Friday, October 07, 2005

Not Noteworthy: The Blog That Gives You No Excuse For Wasting Your Time

Welcome to Not Noteworthy, the blog and 'Net posting respository of Jeff Zimmerman. What kind of repository, you ask? Well, years of being a Net addict haven't helped me develop social skills, but they have added pages and pages of my developing philosophical and theological thought to various diverse corners of the Internet.

Thus, not only will you see my up to date thinking here; every day, I will dump whatever essay, worth-while posts, and thoughts I have sprinkled throughout the Internet in years past. Yay--a veritable treasure vault of irrelevance!

October 7th, 2004

In a debate with an atheist...

Atheist: "...your belief in [Christianity] allows you to accept the double talk and imprecision that makes it seem to work on the surface."

Me: "Christianity involves numerous paradoxes, but these are not "double-talk". When you're deep into the tradition, this becomes evident in a way that outsiders won't understand (and will continue to laugh about while at the same time refusing to study). Yes, Christianity is about freedom, but this freedom is understood as inseperable from our social being which requires us to choose good rather than evil. That's a paradox. Yes, God seeks the salvation of the whole human race, but the gift of our freedom means that many will choose otherwise. That's a paradox.

Paradox is a sign of the authenticity of the Christian faith, not its failures. Why? Because the human person is a creature of paradox. Christianity is deeply humanistic for taking seriously the complex nature of our inner lives.

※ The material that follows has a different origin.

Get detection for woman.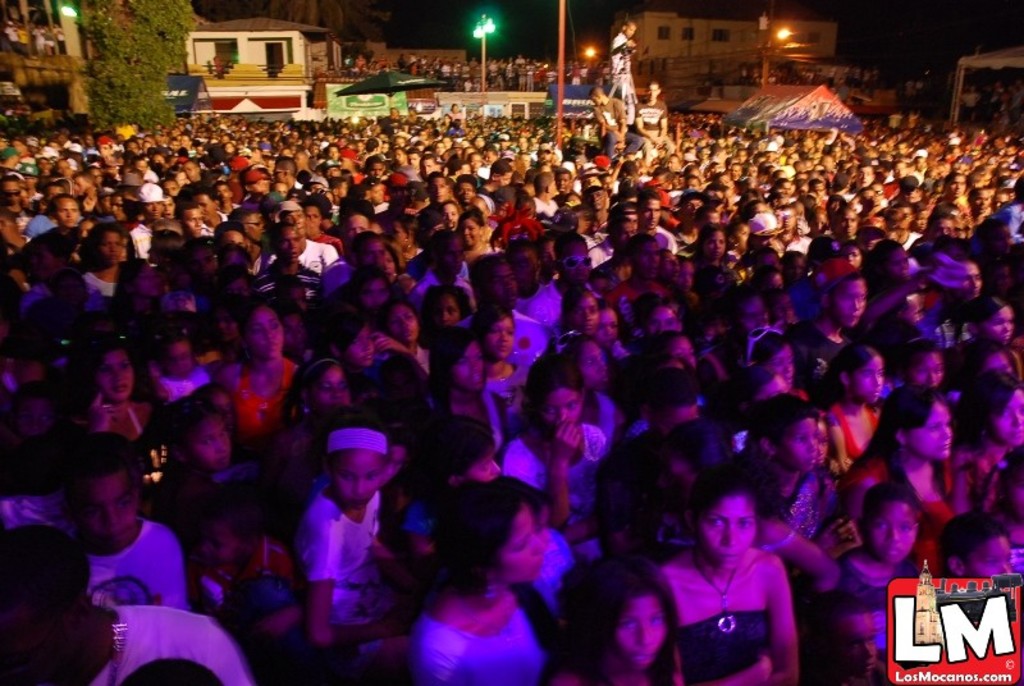
Detection: l=74, t=340, r=168, b=456.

To disparage Christianity because of certain tensions, is to demand an essentially anti-human univocal reality."

In a thread titled, "What Would You Die For?"

"Why are you people so damn conservative? I mean, police officers have to risk their lives all the time for people they don't know and probably don't even like. Are the only lives that are valuable the ones that give you comfort and the faces that you recognize?

If you saw a stranger whose life you could save at the expense of your own, do you mean to tell me that you would actually choose not to do so? I mean, hey, I know in most situations people get scared or don't think fast enough or whatever. But now, comfortably reading the forum posts, are you guys actually serious that you would let someone die (who didn't need to), because of the loss (or even the risk) of your own person?" (Sadly, the answer was yes, in most cases).